» Data for analysis:
....

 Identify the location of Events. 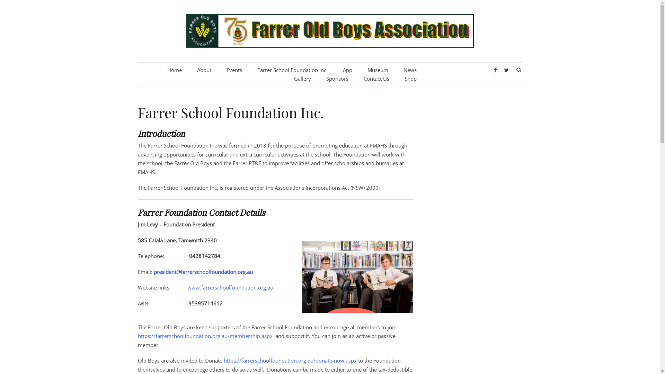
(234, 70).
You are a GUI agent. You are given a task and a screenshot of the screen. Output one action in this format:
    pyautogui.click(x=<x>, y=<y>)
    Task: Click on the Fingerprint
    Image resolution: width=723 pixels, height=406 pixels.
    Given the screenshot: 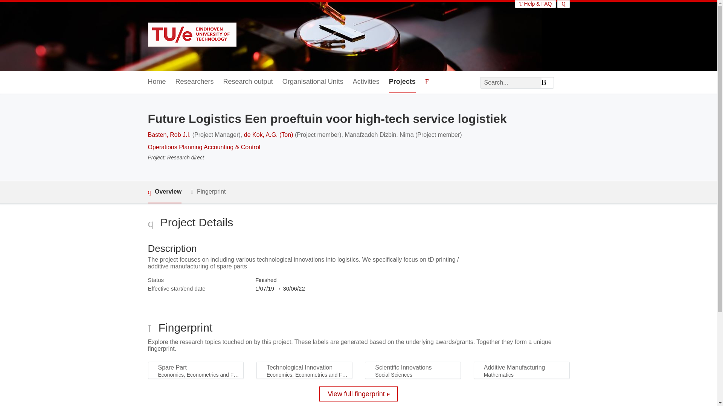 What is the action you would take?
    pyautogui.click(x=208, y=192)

....

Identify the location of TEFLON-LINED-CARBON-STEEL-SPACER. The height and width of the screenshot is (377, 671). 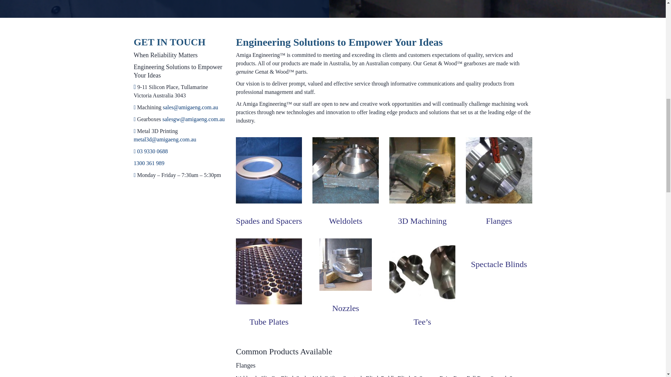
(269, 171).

....

» Assignment:
Using the data above, transcribe exactly the lines between those containing "Identify the location of Events." and "Image resolution: width=723", inclusive, and leave every picture behind.

» The answer:
 Identify the location of Events. 
(234, 70).
You are a GUI agent. You are given a task and a screenshot of the screen. Output one action in this format:
    pyautogui.click(x=<x>, y=<y>)
    Task: Click on the Fingerprint
    Image resolution: width=723 pixels, height=406 pixels.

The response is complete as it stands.